Your instructions:
The required output is the exact run of lines below that opens at the line with "Find the location of a particular element. The" and closes at the line with "Task: Click on the svg-text: 29 Apr 2020".

Records for this exercise:
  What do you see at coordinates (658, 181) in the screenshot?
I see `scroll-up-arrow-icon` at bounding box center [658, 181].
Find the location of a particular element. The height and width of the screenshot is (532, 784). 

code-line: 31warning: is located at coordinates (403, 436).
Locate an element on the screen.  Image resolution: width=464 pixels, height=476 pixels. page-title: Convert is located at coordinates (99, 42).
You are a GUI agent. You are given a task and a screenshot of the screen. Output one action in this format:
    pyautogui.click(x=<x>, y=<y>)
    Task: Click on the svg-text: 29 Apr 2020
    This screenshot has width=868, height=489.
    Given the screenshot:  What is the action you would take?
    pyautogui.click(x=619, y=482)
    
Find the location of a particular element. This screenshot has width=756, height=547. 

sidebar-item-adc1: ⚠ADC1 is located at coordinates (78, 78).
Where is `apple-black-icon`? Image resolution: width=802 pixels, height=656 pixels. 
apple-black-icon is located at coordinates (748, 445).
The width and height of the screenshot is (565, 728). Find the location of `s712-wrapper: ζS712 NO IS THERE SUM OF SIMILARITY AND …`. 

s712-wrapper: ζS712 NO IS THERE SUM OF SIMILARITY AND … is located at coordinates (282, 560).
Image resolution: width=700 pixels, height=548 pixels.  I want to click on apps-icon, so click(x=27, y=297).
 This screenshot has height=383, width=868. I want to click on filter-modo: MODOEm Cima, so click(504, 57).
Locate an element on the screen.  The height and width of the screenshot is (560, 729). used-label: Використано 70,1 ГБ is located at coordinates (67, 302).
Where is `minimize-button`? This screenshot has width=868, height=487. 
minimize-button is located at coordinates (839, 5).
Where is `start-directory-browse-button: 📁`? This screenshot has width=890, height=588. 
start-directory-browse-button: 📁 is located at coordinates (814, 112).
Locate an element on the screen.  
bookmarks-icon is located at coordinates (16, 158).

Task result:
Find the location of a particular element. The height and width of the screenshot is (532, 784). 

code-line: 31warning: is located at coordinates (403, 436).
Locate an element on the screen.  Image resolution: width=464 pixels, height=476 pixels. page-title: Convert is located at coordinates (99, 42).
You are a GUI agent. You are given a task and a screenshot of the screen. Output one action in this format:
    pyautogui.click(x=<x>, y=<y>)
    Task: Click on the svg-text: 29 Apr 2020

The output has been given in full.